I saw how at one of the new terminals operators trained to respond to emergency situations not in a real installation, but in a virtual environment. This dramatically reduces risks. For innovation in the liquefaction process itself, digital models are a sandbox. You can check how the installation behaves when the gas composition changes or when a new unit is integrated, without stopping actual production.
But there is a nuance here: for a model to be accurate, it needs correct initial data and, more importantly, proven physical and mathematical models of processes. This is an area where collaboration between academic institutions, design organizations (such as Chengdu Yizhi Technology Co.) and operators produces the most tangible results. Their experience in designing real installations is precisely the source of data for calibrating these digital models.
The main barrier to any innovation in such a conservative and capital-intensive industry as gas is mistrust. Trust in reliability and long-term performance. A new sorbent, a new control algorithm, a new material for the heat exchanger - all this must undergo many years of testing in real conditions before it becomes mainstream.

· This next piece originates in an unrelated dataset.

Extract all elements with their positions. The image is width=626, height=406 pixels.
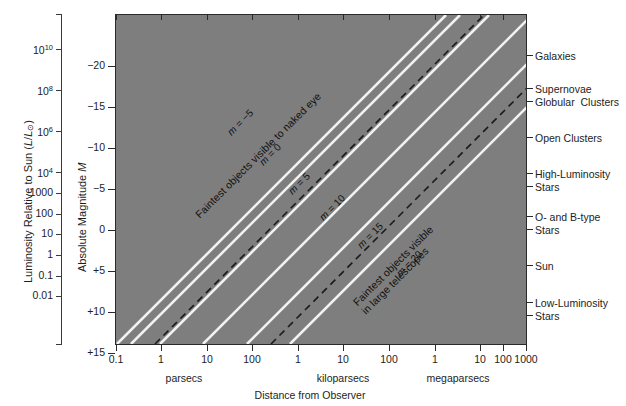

Therefore, the Chinese strategy often looks like this: partnership with recognized technology leaders, co-production, gradual localization and accumulation of experience, and then in-house development. This is a slow but sure path. And design institutes are the connecting link here. They transfer global technologies to local soil, taking into account the specifics of regulations, climate, availability of materials and services.

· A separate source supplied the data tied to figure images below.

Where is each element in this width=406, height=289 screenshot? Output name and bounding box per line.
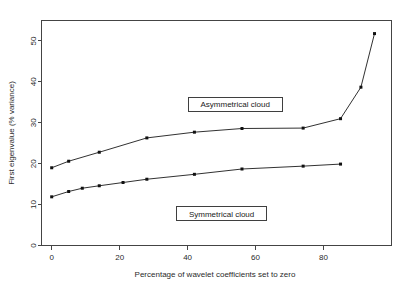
- data-point-marker: [339, 163, 342, 166]
- data-point-marker: [145, 136, 148, 139]
- annotation-2: Symmetrical cloud: [177, 207, 267, 221]
- data-point-marker: [359, 86, 362, 89]
- x-tick-label: 40: [183, 253, 192, 262]
- annotation-label: Symmetrical cloud: [189, 210, 254, 219]
- data-point-marker: [302, 165, 305, 168]
- annotation-label: Asymmetrical cloud: [201, 100, 270, 109]
- data-point-marker: [98, 151, 101, 154]
- data-point-marker: [67, 160, 70, 163]
- y-tick-label: 10: [29, 200, 38, 209]
- data-point-marker: [339, 117, 342, 120]
- data-point-marker: [50, 166, 53, 169]
- eigenvalue-line-chart: 01020304050 020406080 Asymmetrical cloud…: [0, 0, 406, 289]
- y-tick-label: 0: [29, 243, 38, 248]
- data-point-marker: [193, 173, 196, 176]
- annotation-1: Asymmetrical cloud: [188, 97, 282, 111]
- x-tick-label: 80: [319, 253, 328, 262]
- data-point-marker: [240, 168, 243, 171]
- data-point-marker: [81, 187, 84, 190]
- data-point-marker: [145, 178, 148, 181]
- x-tick-label: 20: [115, 253, 124, 262]
- data-point-marker: [98, 184, 101, 187]
- data-point-marker: [240, 127, 243, 130]
- data-point-marker: [67, 190, 70, 193]
- data-point-marker: [50, 195, 53, 198]
- y-axis-title: First eigenvalue (% variance): [7, 81, 16, 185]
- y-tick-label: 20: [29, 159, 38, 168]
- data-point-marker: [122, 181, 125, 184]
- y-tick-label: 30: [29, 118, 38, 127]
- x-tick-label: 0: [49, 253, 54, 262]
- y-tick-label: 50: [29, 36, 38, 45]
- y-tick-label: 40: [29, 77, 38, 86]
- data-point-marker: [193, 131, 196, 134]
- x-tick-label: 60: [251, 253, 260, 262]
- chart-figure: 01020304050 020406080 Asymmetrical cloud…: [0, 0, 406, 289]
- x-axis-title: Percentage of wavelet coefficients set t…: [135, 270, 296, 279]
- data-point-marker: [373, 32, 376, 35]
- data-point-marker: [302, 127, 305, 130]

So, to answer the question from the title: yes, there is innovation in gas liquefaction in China. But they are not always loud. More often this is a quiet, persistent work to optimize, adapt, reduce the cost and increase the reliability of technologies. This is work in workshops, on test benches and in 3D models of design institutes. This is the way to go from ?made in China? to ?designed and optimized in China? for specific, sometimes very difficult conditions. And in this sense, the process is only gaining momentum.